There is no marketing fairy dust. Yet. However, we marketers often get excited about the marketing fad du jour.
Kathy Sierra wrote a wonderful post recently called, “Pixie Dust and the Mountain of Mediocrity“. It includes these insights:
“We’re always searching for that secret formula, that magic pixie dust to sprinkle over our products, services, books, causes, brands, blogs to bring them to life and make them Super Successful … why are so many so convinced that [insert favorite buzzword] is the answer vs. just making a product that helps people kick ass in a way they find meaningful?”
Marketing is too often seen as something that happens at the perimeter of a business. Once everything is defined, marketing steps in to magically drive consumers to take products from the shelf. Even if the product experience is undifferentiated and unremarkable.
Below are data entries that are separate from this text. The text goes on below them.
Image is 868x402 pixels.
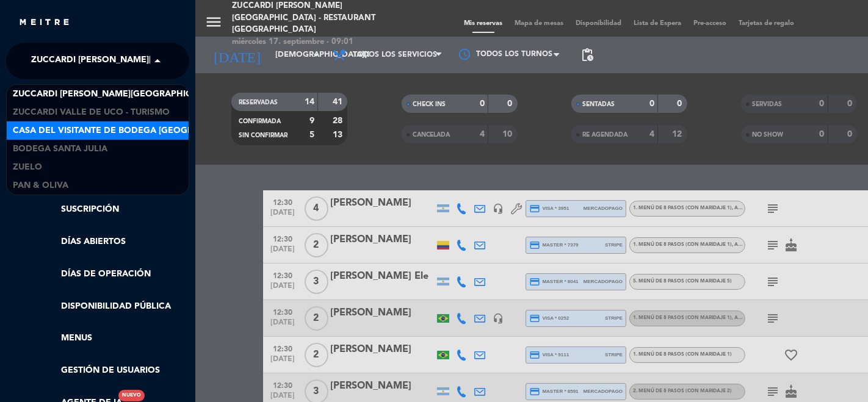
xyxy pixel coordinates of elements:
[31,267,189,281] a: Días de Operación
[13,87,377,101] span: Zuccardi [PERSON_NAME][GEOGRAPHIC_DATA] - Restaurant [GEOGRAPHIC_DATA]
[13,123,319,138] span: Casa del Visitante de Bodega [GEOGRAPHIC_DATA][PERSON_NAME]
[18,18,70,27] img: MEITRE
[118,390,145,401] div: Nuevo
[31,364,189,377] a: Gestión de usuarios
[13,160,42,175] span: Zuelo
[32,49,394,74] span: Zuccardi [PERSON_NAME][GEOGRAPHIC_DATA] - Restaurant [GEOGRAPHIC_DATA]
[13,106,170,119] span: Zuccardi Valle de Uco - Turismo
[13,142,107,156] span: Bodega Santa Julia
[31,203,189,216] a: Suscripción
[31,331,189,345] a: Menus
[31,235,189,249] a: Días abiertos
[13,179,68,192] span: Pan & Oliva
[31,300,189,313] a: Disponibilidad pública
The most important marketing is indirect and long-term. It’s the hardest to measure, but the most meaningful when done well. This is the marketing that is baked into the entire organization. This is the marketing that makes meaningfully unique products and engaging consumer interactions.
The best marketing breaks the marketing silo. We all work in marketing, no matter what our functional expertise may be. We all impact our products and services and touch consumers in some way or another.
There’s no room to stand on the sidelines with eyes closed. What it takes to make our businesses fly isn’t fairy dust. It’s meaningful involvement from everyone.